(INFORMATION GIVEN):
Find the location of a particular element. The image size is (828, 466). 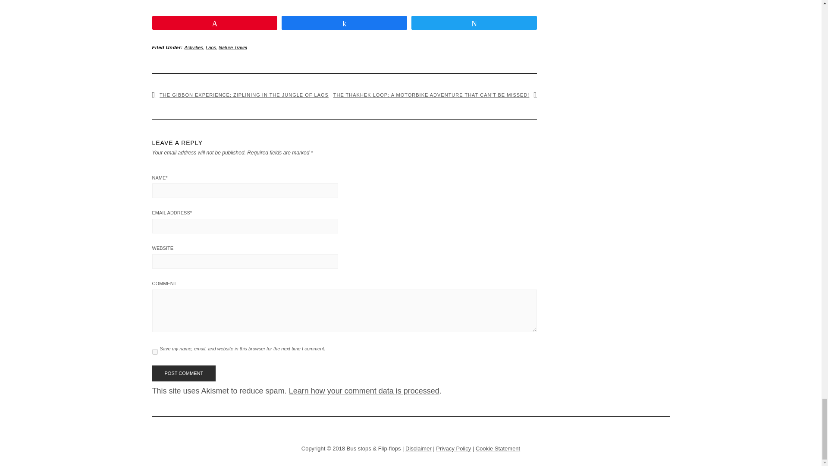

Post Comment is located at coordinates (183, 373).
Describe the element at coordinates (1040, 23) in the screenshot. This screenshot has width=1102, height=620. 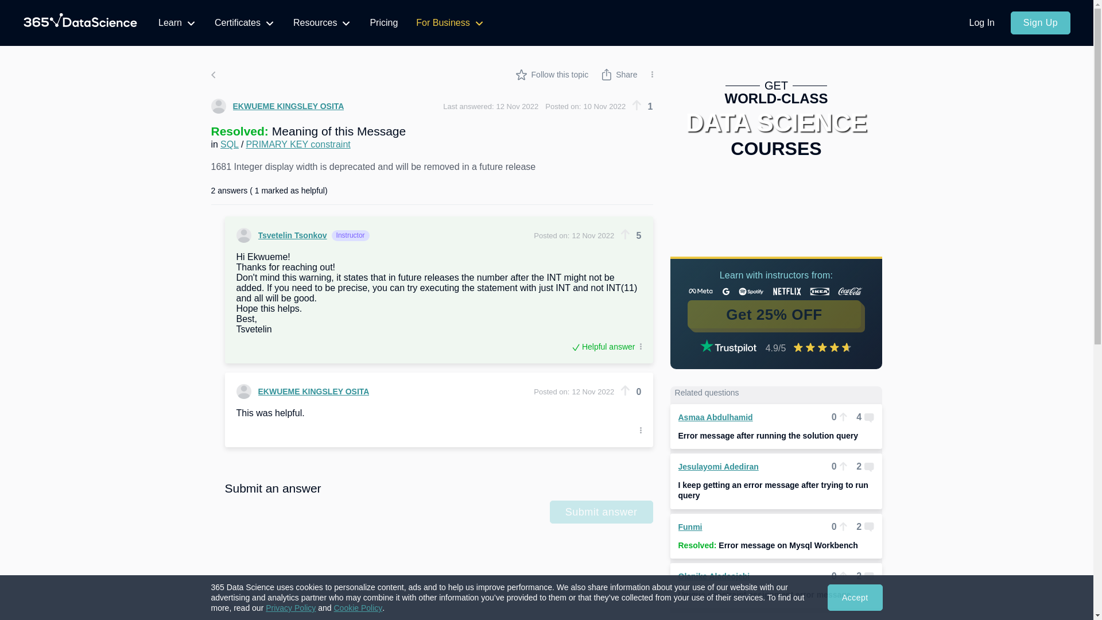
I see `Sign Up` at that location.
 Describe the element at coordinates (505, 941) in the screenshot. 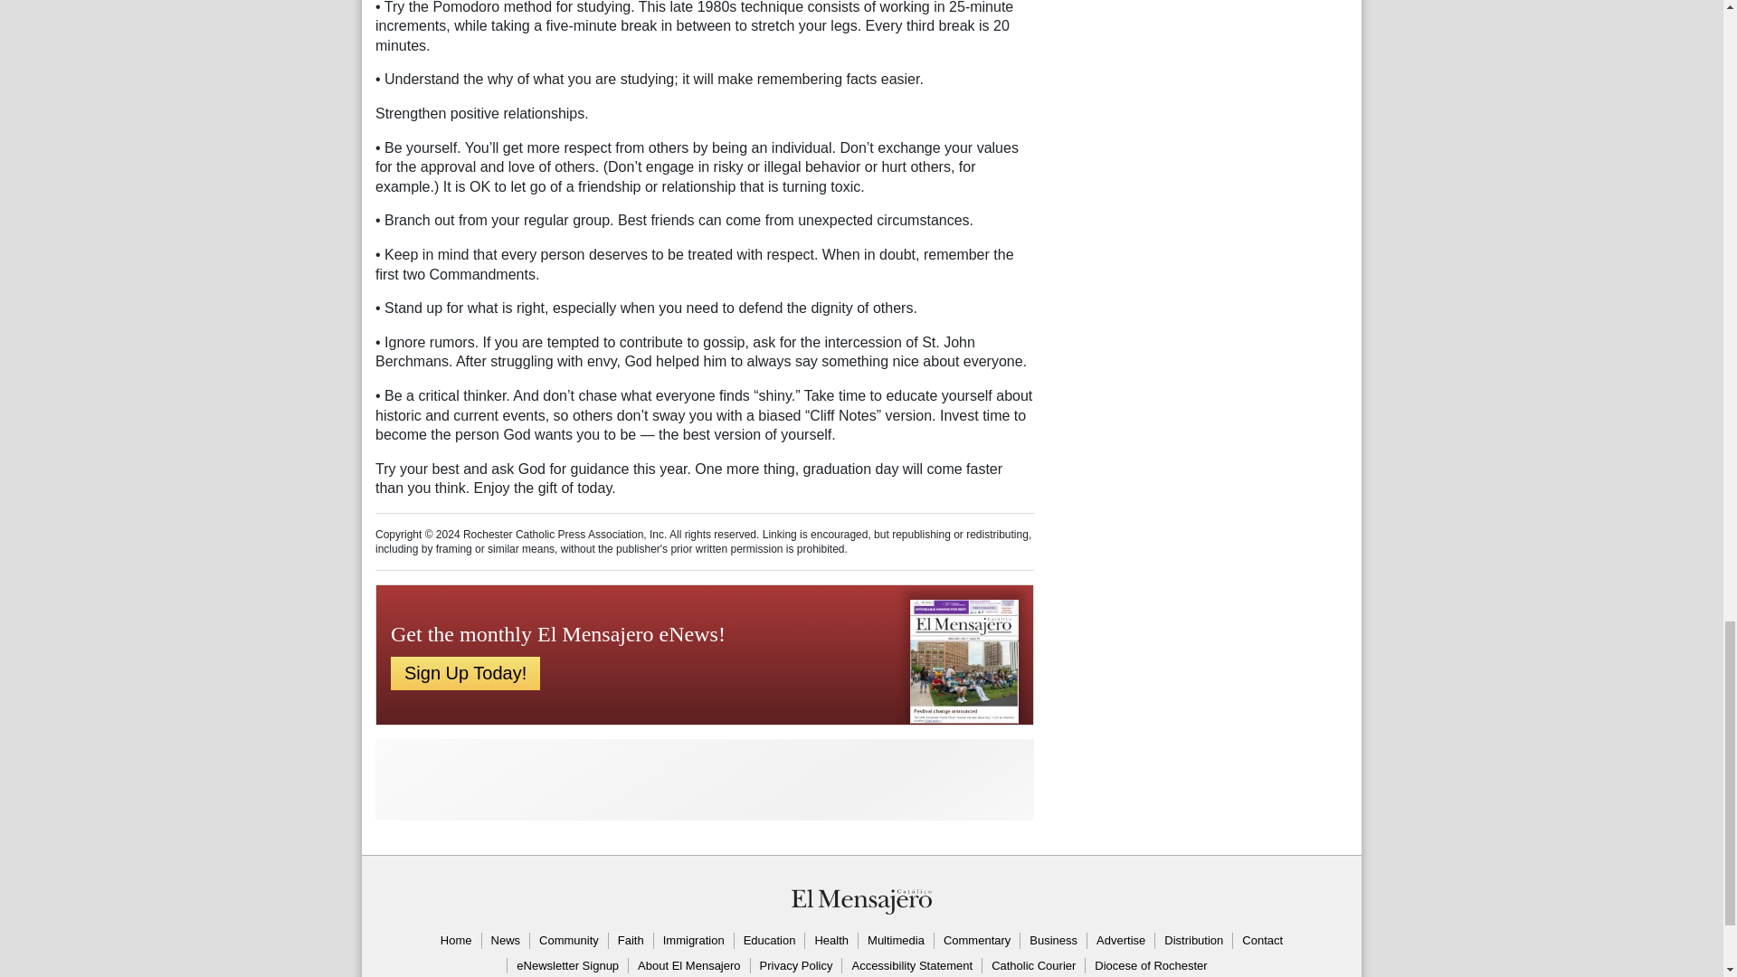

I see `News` at that location.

(WHAT THE EXERCISE ASKS): Return each entry exactly as given. Leave the images out.

(PROBLEM SOLUTION):
Find the location of a particular element. The image size is (828, 466). 

Post Comment is located at coordinates (183, 373).
Describe the element at coordinates (1040, 23) in the screenshot. This screenshot has width=1102, height=620. 
I see `Sign Up` at that location.
 Describe the element at coordinates (505, 941) in the screenshot. 

I see `News` at that location.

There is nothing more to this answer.